And going to rabbit hole there are even proof of concept security implementation named Xnamespace for Xorg fork (needs polishing and much more patches but looks doable. see wip documentation: https://raw.githubusercontent.com/X11Libre/xserver/d2b60a3d6... )
The way X11 developers ended up fixing this is by creating Wayland. This way privileged operations (like keylogging, screen capture, etc) require the cooperation and authentication through the display server.
That sort of solution is cancer if you want to do anything the display server authors didn't think of. I've got a script that I invoke with a global hotkey that determines the window title of the currently focused window and fuzzy matches it against pipewire audio stream names so I can mute the focused window with a single keypress. If I want that to work in Wayland I'm pretty much up shit creek because somebody with their head in the clouds thinks that my needs are super dangerous or something.
Wayland devs for the longest time thought implementing what was needed for accessibility (mainly, global keyboard hooks for Orca to work) was a security problem. Nevermind the fact that nobody hacks X servers, or your wayland compositor, because if I wanted to hook your keyboard with a keylogger, I'd hook it through evdev. And then you wouldn't even know let alone be able to do much about it if I did it properly.
Wayland doesn't say "this is impossible", it says "this is out of scope of the core display protocol, implement this somewhere else".
Which, well, we do. Practically all the X usecases are covered on Wayland systems now. Screen sharing, screen clipping, global hotkeys, file pickers, getting the window title like you said... I can do all of that on KDE, right now, under Wayland.
If you change to another DE that has less capabilities than KDE, of course you can't do it. Emacs and LibreOffice Writer will have vastly different capabilities and people can choose what they want based on the capabilities they desire.
And that is exactly the problem. Now things like accessibility (or, really, any feature that the maintainers of the core protocol didn't think were "necessary" because they like minimalism) have to be implemented by each and every compositor. If the compositor doesn't implement it, your screwed unless either you convince them to add it or you add it yourself. Talk about causing huge amounts of fragmentation for absolutely no reason.
The proper thing Wayland should've done is waited until Wayland had reached feature parity with X, then released it to the world and started acting like it's the future.
That's the issue. Because wayland punts on so much functionality that used to be available with standard interfaces in X11, it fragments the ecosystem to such a degree that all these useful little utilities just don't really have a means to grow.
> Practically all the X usecases are covered on Wayland systems now. ... global hotkeys ...
Are you sure? I looked at that earlier this year for a personal tool I wanted to create and found no way to do it on Wayland (On X, I did it just fine).
I had a long back and forth about this very thing with both Claude and ChatGPT, and neither conversation was fruitful: every option had some dependency (like switching to KDE, or similar).
I know some blind people who tolerate it but yeah, I find it completely unusable at the moment. I haven't tried Gnome recently but last time I tried it I had apps like Bitwarden malfunctioning in some very, very weird ways that just... Never happened on Xorg. If I remember right, it was things like forms not being read properly or something, can't remember off the top of my head now. But it certainly didn't leave me with a good impression; it made me think this Wayland thing was just half-baked. Also, Orca modifiers were passed-through directly to the compositor and Orca wasn't allowed to intercept them either, which made just using my computer feel awkward since I'd always need to remember to turn off caps lock every time I wanted to do something even remotely complicated. I've heard that Gnome has solved this but as I said above, I think this may be a Gnome (and at most KDE) thing, and not something that everybody has decided to just do.
For some weird reason I can't access it, it just redirects me to this image about hacker news. Did he just configure his webserver to just universally display that image? Even if I manually enter the address into my address bar it does that so I assume that that's what he did...
Good. Disallowing software to position its own windows has been a major usability improvement over the X11 days of software making stupid positioning decisions and having to patch it out everywhere...
Yeah, assuming all users and all software should work the same idea is a great way to get people moving to a new platform.
Maybe, just maybe, some people know what they want, and if they want applications that can put themselves in specific corners, why shouldn't the desktop let the applications do that, if the user is OK with it?
Fixing X11's security would of broken window positioning as well. Since that is a security issue.
The deal here is that the only way to fix X11's security issues is by breaking all those types of workflows and forcing application rewrites to implement them in authenticated ways.
So if you are going have to go and break all that stuff, why not fix a crapload of other problems while you are at it?
Calling Wayland "X13" may have avoided a lot of misunderstandings, but it probably would of caused others.
Maybe it's both? There are applications with good reason that need to chose their location themselves, and users who want that type of behavior, so it's definitively not just a security issue.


WHAT THIS TASK INVOLVES
Report the lines of the data below that contain the string "input".

INFORMATION GIVEN
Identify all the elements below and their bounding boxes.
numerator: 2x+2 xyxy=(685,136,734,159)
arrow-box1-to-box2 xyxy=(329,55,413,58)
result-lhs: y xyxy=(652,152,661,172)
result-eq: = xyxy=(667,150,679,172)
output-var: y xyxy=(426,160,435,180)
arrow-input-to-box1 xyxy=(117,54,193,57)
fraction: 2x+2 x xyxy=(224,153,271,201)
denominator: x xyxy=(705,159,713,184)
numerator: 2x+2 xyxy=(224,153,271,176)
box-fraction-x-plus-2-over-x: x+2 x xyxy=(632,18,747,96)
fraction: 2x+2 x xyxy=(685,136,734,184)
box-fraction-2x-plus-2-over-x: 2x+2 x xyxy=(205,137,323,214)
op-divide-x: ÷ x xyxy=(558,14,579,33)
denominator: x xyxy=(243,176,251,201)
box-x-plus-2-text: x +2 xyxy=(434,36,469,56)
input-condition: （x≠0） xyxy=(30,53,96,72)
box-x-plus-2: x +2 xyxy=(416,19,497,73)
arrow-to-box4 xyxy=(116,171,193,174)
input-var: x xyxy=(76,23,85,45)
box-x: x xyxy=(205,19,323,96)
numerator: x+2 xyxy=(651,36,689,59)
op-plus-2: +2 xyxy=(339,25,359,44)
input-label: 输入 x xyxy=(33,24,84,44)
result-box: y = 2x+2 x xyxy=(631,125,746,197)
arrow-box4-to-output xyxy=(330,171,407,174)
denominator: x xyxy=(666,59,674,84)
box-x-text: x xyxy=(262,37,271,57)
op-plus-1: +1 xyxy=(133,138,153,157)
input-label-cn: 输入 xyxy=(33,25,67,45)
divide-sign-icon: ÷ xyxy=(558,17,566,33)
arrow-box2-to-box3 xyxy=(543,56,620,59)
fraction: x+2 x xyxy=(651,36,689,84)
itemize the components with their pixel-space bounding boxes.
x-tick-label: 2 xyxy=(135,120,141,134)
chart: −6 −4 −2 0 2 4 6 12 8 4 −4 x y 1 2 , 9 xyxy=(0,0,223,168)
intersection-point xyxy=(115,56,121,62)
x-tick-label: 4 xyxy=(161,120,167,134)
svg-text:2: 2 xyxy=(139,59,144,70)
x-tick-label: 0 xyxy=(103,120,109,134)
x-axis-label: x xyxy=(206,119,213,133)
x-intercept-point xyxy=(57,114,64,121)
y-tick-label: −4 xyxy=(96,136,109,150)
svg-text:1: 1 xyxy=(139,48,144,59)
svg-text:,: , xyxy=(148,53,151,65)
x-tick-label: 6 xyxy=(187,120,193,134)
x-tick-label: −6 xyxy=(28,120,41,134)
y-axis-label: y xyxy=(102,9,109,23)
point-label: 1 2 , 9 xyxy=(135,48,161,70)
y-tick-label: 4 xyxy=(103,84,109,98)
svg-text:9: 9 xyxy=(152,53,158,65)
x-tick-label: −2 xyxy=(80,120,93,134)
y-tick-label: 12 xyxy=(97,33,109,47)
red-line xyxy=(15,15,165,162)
...
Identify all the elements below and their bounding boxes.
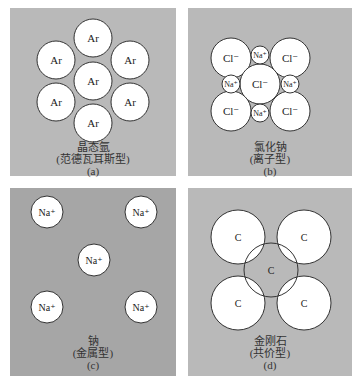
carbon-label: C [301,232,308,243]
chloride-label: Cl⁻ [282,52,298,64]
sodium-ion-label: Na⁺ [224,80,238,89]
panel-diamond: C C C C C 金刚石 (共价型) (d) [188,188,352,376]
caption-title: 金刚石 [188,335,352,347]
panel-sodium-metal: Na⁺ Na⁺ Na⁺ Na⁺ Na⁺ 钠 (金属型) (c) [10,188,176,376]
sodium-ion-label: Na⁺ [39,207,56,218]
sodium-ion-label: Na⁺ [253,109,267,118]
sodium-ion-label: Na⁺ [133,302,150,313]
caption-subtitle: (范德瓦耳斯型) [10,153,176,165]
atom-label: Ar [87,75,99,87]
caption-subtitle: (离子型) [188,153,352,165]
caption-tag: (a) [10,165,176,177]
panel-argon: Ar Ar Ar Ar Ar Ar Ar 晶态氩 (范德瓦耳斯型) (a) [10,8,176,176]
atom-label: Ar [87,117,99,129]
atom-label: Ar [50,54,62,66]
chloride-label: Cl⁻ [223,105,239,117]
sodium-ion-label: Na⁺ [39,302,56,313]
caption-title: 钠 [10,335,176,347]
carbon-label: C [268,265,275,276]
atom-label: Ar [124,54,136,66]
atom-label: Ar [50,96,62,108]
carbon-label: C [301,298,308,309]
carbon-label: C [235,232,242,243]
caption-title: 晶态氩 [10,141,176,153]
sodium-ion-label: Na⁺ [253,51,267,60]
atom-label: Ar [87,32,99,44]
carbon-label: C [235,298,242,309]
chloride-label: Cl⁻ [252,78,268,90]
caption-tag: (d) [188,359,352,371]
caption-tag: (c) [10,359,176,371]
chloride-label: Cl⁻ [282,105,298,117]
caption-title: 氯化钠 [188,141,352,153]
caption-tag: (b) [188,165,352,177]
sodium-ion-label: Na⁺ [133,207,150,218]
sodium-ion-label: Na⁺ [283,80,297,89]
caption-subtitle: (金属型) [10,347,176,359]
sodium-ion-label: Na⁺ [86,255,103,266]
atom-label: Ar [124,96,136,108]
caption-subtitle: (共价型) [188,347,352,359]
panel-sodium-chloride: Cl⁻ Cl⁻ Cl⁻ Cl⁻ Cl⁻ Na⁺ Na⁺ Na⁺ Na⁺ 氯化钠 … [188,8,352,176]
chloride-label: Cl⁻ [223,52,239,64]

RESPONSE AREA
arrow-input-to-box1 xyxy=(117,54,193,57)
input-condition: （x≠0） xyxy=(30,53,96,72)
input-var: x xyxy=(76,23,85,45)
input-label: 输入 x xyxy=(33,24,84,44)
input-label-cn: 输入 xyxy=(33,25,67,45)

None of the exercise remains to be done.